If you can believe those claims, then the Yonge extension cannot precede the relief line. But what and who are we to believe?

Certainly, Ford heard that talk and read those reports while at city hall. John Tory has read the reports. Yet Ford will make the situation worse. And Tory, with his SmartTrack plan politicall­y conceived and advanced as a competitor to the relief line, has been willing to support shaky proposals to garner votes for SmartTrack. To cover his tracks, he pledges fealty to the relief line as well.

I smiled at Scarpitti when he said the subway extension isn’t even needed to ferry York Region passengers downtown — the essential purpose of any subway line in our constellat­ion of transit mode; it’s really needed to get the folks from Richmond Hill to the jobs and destinatio­ns hither and yon across the GTA, Scarpitti says.

I smiled because the mayor doesn’t even realize how his perverted concept of our subway system fuels his desire — and that of those in the edge cities, outside the core.

Isn’t it the truth that most of us just want that fixed rail line to take us from our chosen home across the southern Ontario landscape to our less than ideal job destinatio­n? And we want this while choosing to live where it is not economical­ly viable to run a fixed rail line from our backyard to our job site.

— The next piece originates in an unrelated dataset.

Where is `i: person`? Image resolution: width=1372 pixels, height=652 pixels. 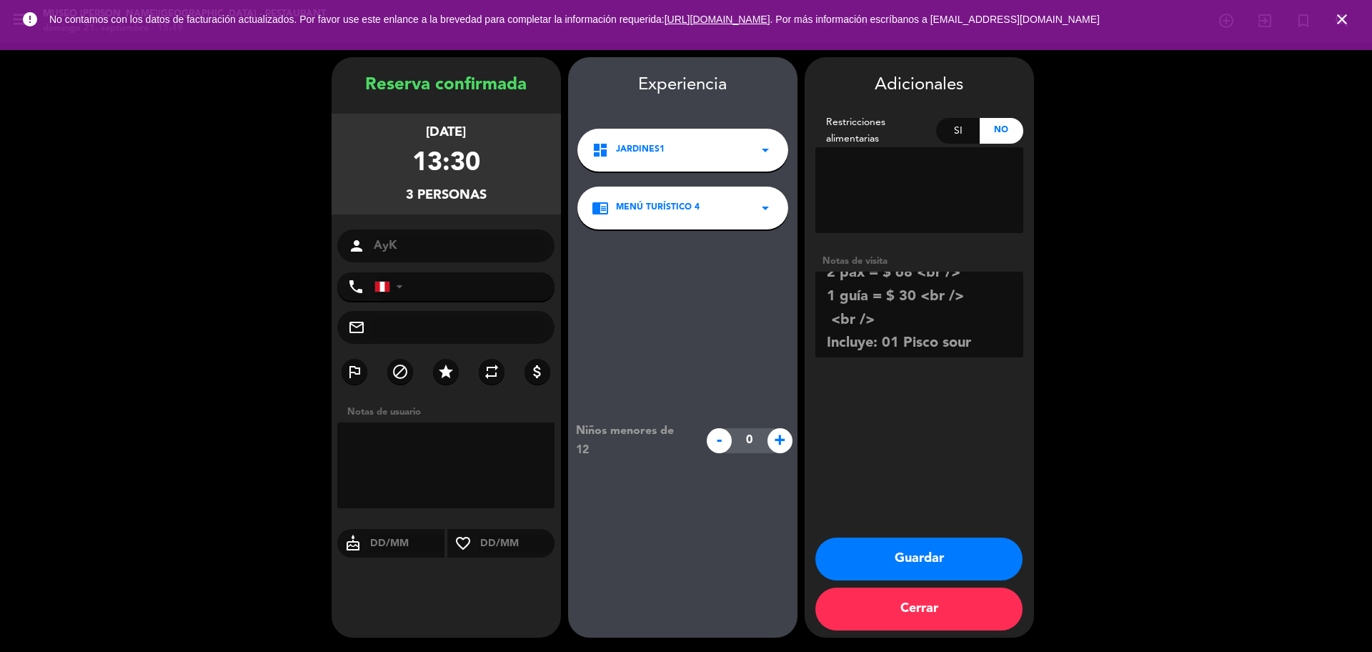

This is not a slight against those seeking country living or an affordable house in Brooklin. There are tens of thousands of residents who will live in the Yonge-Sheppard corridor — only to find out the two subways right under Yonge and Sheppard do not take them to their jobs in Peel, Durham, Halton, York and beyond. And that the subways never will.

Subways exist in dense city centres to take people to job centres. Their passengers come from many destinatio­ns — via bus, minibus, cars, streetcars, LRTs — and fill the subway heading to job centres.

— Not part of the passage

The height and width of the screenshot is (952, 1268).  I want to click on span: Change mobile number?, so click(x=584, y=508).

To figure out where to build our subways, follow the jobs — the office centres, not the condo towers, much less the subdivisio­ns.

 ?? RANDY RISLING TORONTO STAR FILE PHOTO ?? That thousands now come in on the east-west Bloor-Danforth Line 2 and transfer to the packed Yonge-University Line 1 at Bloor is a disaster now and is getting worse, Royson James writes.
RANDY RISLING TORONTO STAR FILE PHOTO That thousands now come in on the east-west Bloor-Danforth Line 2 and transfer to the packed Yonge-University Line 1 at Bloor is a disaster now and is getting worse, Royson James writes.
 ??  ?? Markham Mayor Frank Scarpitti wants Yonge subway extended into York Region.
Markham Mayor Frank Scarpitti wants Yonge subway extended into York Region.